It’s lunchtime on a chilly April day when Nick Birnie ’21 props his cellphone on the floor of a scaffold, then conducts a video interview while he paints an advertising mural on the side of a building.
Mural-making is Birnie’s full-time job.
“Every day is a little different and presents its own challenges,” says Birnie, who lives and works in Brooklyn, New York. “Walking into something new every day is always exciting, and I like working outside and being around people.”
Birnie traces his love of mural work back to his days as a Drawing major at CIA. During a junior-year internship, he enlivened a basketball court at the Campus International School in Cleveland with a bold, custom-designed paint job.
The experience helped provide a doorway to Birnie’s career as a painter and foreman for Colossal Media, which specializes in hand-painted outdoor advertising and public art. And opening doors is exactly what the internship was designed to do.
Ten years ago, the five-member inaugural cohort of CIA’s Creativity Works program completed their projects for collaborating community organizations that had taken them on as interns. The students were juniors focused on developing careers as studio artists.
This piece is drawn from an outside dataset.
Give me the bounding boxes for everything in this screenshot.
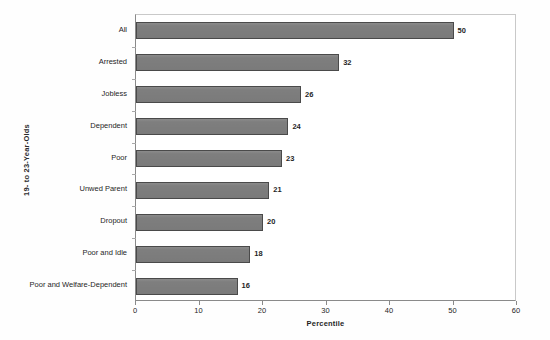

They spent months conceiving ideas; drafting project budgets, timelines and marketing plans; learning and building communication skills; and, of course, making the work itself for a public exhibition or project.
By 2025, Creativity Works had expanded to 21 students, thanks to growing enthusiasm and to crucial funding from the Fenn Educational Fund and G.R. Lincoln Family Foundation.
Creativity Works was the brainchild of Maggie Denk-Leigh, professor in the Printmaking program. She wanted students who hoped to thrive as studio artists to gain relevant work experience, as those in applied-arts majors did.
“Creativity Works supports primarily visual arts and Craft + Design majors. We had all of these really amazing students with all this potential, but they weren’t having internship opportunities,” says Denk-Leigh.
“Creativity Works put a spotlight on that need in Cleveland, a community that is already so welcoming and supportive to creative individuals.”
Each artist receives a $1,000 budget, guidance from an academic project leader—usually a faculty member—and support from CIA marketing and communications experts.
It was fall of 2019 when Birnie’s interest in Creativity Works was piqued during a Lunch on Fridays presentation by students who had completed their internships the previous spring. He worked with Drawing faculty member Amber Kempthorn, his project leader, on ideas and potential collaborators.
Birnie was in talks with a local arts facility when the COVID-19 pandemic hit, closing nearly everything—including that potential collaboration.
With help from Kempthorn, Denk-Leigh and others, he connected with Campus International, a K–8 magnet school in Cleveland, where the tired basketball court badly needed a refresh.
Birnie originally hoped students and families could participate in the painting, but when the pandemic scotched that, he had them vote from a selection of designs he created for the court.
“That was what they were looking for from me, and it allowed me to remove any ego from the project,” he says.
Birnie faced other hurdles as well. After researching materials, he learned the court needed to be resurfaced before it could be painted. The cost of the resurfacing killed his budget, so it was time to get resourceful. He sought and received a contribution from a former employer as well as from Sherwin-Williams, the Cleveland-based paint company.
Campus International teacher Kate Grzelak was Birnie’s project liaison.
“Nick Birnie’s incredible work through the Creativity Works program has transformed the basketball court at Campus International School into a vibrant reflection of our school pride, perfectly capturing our colors and logo,” she says.
Amid the pandemic, the technical challenges and the budget hurdles, the project tossed Birnie plenty of learning opportunities. That’s why he considers the program so valuable.
“The main takeaway was the amount of logistical planning that goes into a project,” he says. “I think I did 200 hours of work before paint touched a surface. And what stays with me to this day in my career is that we’re always on deadlines.”
Photo caption: Nick Birnie does detail work on the center court logo for the Campus International School basketball court, which he gave a custom-designed paint job for his Creativity Works project.